Getting to a Place Where Zip Codes Don’t Matter
Mass. health commissioner to SPH grads: focus on real but treatable problem
The 290 graduates of the School of Public Health heard a pointed appeal at their Convocation Saturday: Get us to a place where zip codes don’t matter.
Speaking was Monica Bharel (MED’94), Massachusetts public health commissioner, who was appointed commissioner earlier this year after more than a decade as chief medical officer of the Boston Health Care for the Homeless Program.
“Let me be clear,” Bharel told the SPH grads last Saturday at Agganis Arena, “the biggest public health risk facing our society today is endemic health disparities…The neighborhood you were born in, the school you go to, your parents’ health—all of these things directly and dramatically influence whether you develop asthma, diabetes, or heart disease or die young.”
Bharel said reducing economic and racial health disparities was her primary priority as public health commissioner. She noted that her department has a proud history of leadership in tackling cholera and smallpox and ensuring that schoolchildren were vaccinated, and she touted Boston as having the best medical care in the world.
But, she added, “lost in that remarkable narrative are the often invisible pockets of people who, in a very real way, live in a different Massachusetts.”
She illustrated the wide disparities among Boston neighborhoods by comparing health indicators of residents living near MBTA stations, using data gathered by Sandro Galea, new dean of SPH. The rate of diabetes at the Dudley Square T stop is four times as high as at the Arlington stop, she said, while the premature death rate is more than twice as high. The two stops are about two miles apart.
“These numbers don’t reflect the proximity to medical care,” she said. “This is something else—something that is much deeper and much more disturbing.”
Income, education, and other personal circumstances have a direct impact on the health of families and subsequent generations. As an example, she said, research has shown that people with high rates of childhood trauma have triple the risk of lung cancer and three and a half times the risk of heart disease.
“We must ensure that vulnerable populations receive better integrated and destigmatized care,” she said. “From the bedside to the halls of bureaucracy, we need to focus our effort on this real but treatable problem.”
Bharel, who earned a medical degree from the School of Medicine and completed a residency and chief residency in internal medicine at Boston Medical Center, recalled her early interest in the social determinants of health as a teenager visiting relatives in New Delhi, India. On frequent walks to the market, she noticed a frail elderly man who lived by the roadside. As she passed by one day, he lay dead, covered by a sheet. As others walked past, she remembered wondering not what he died from, but why he was there in the first place.
“What can be done so that that person, or his children, never ends up on that roadside to begin with?” she asked.
She urged the graduates to become “relentless” activists for health equity: “Identify the currents of injustice, harness that current, empower the change you believe in to reach a place of fairness and equity where zip codes don’t matter.”
Overseeing a 3,000-employee department with a $540 million budget, Bharel said Massachusetts has the ability to become a leader in addressing disparities by using data to target interventions. She is committed to collecting detailed population-level risk and outcome data, which can help to inform policy.
Galea, who took over as dean in January, said Bharel’s message resonated at SPH. “We see ourselves as leading the effort to improve the health of the public, now into the future. Dr. Bharel is at the forefront of those who can make change happen,” he told the crowd of graduates and their families.
Student speaker Pawandeep Kaur (SPH’15), with a concentration in social and behavioral sciences, also urged the graduates to advocate for fairness and equity. The first member of her family to attend college, she told her classmates that “our circumstances and sometimes sheer luck” determine opportunities.
“Not everyone is this lucky. There continues to exist systemic oppression” on the basis of race, gender, and sexual identity, the native of Oman said. “We have a moral obligation to make the best of this…Whatever direction we choose, we must remember that it is our duty to advocate for those who cannot advocate for themselves.”
Two faculty members were honored at the SPH Convocation for their teaching and scholarship. Infectious disease specialist Christopher Gill, an associate professor of global health, who directs the SPH Pharmaceuticals Program, received the Norman A. Scotch Award for Excellence in Teaching, and Josée Dupuis, a professor and acting chair of biostatistics, received the Faculty Career Award in Research and Scholarship.
Sami Hamdan (SPH’15) was awarded the Leonard H. Glantz Award for Academic Excellence.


- Problem description -
Exact copy, no pictures: restate each entry below word for word.

[Entries from a visual dataset]
========================================
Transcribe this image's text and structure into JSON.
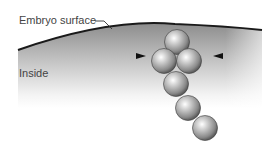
{
  "labels": {
    "surface": "Embryo surface",
    "inside": "Inside"
  },
  "colors": {
    "surface_line": "#1a1a1a",
    "shading_dark": "#8a8a8a",
    "sphere_mid": "#9a9a9a",
    "label_text": "#444444"
  },
  "spheres": [
    {
      "cx": 177,
      "cy": 42
    },
    {
      "cx": 164,
      "cy": 61
    },
    {
      "cx": 189,
      "cy": 61
    },
    {
      "cx": 176,
      "cy": 84
    },
    {
      "cx": 188,
      "cy": 108
    },
    {
      "cx": 205,
      "cy": 128
    }
  ],
  "arrowheads": [
    {
      "direction": "right",
      "x": 143,
      "y": 56
    },
    {
      "direction": "left",
      "x": 216,
      "y": 56
    }
  ]
}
========================================
- Answer below -
Transcribe this image's text and structure into JSON.
{
  "labels": {
    "surface": "Embryo surface",
    "inside": "Inside"
  },
  "colors": {
    "surface_line": "#1a1a1a",
    "shading_dark": "#8a8a8a",
    "sphere_mid": "#9a9a9a",
    "label_text": "#444444"
  },
  "spheres": [
    {
      "cx": 177,
      "cy": 42
    },
    {
      "cx": 164,
      "cy": 61
    },
    {
      "cx": 189,
      "cy": 61
    },
    {
      "cx": 176,
      "cy": 84
    },
    {
      "cx": 188,
      "cy": 108
    },
    {
      "cx": 205,
      "cy": 128
    }
  ],
  "arrowheads": [
    {
      "direction": "right",
      "x": 143,
      "y": 56
    },
    {
      "direction": "left",
      "x": 216,
      "y": 56
    }
  ]
}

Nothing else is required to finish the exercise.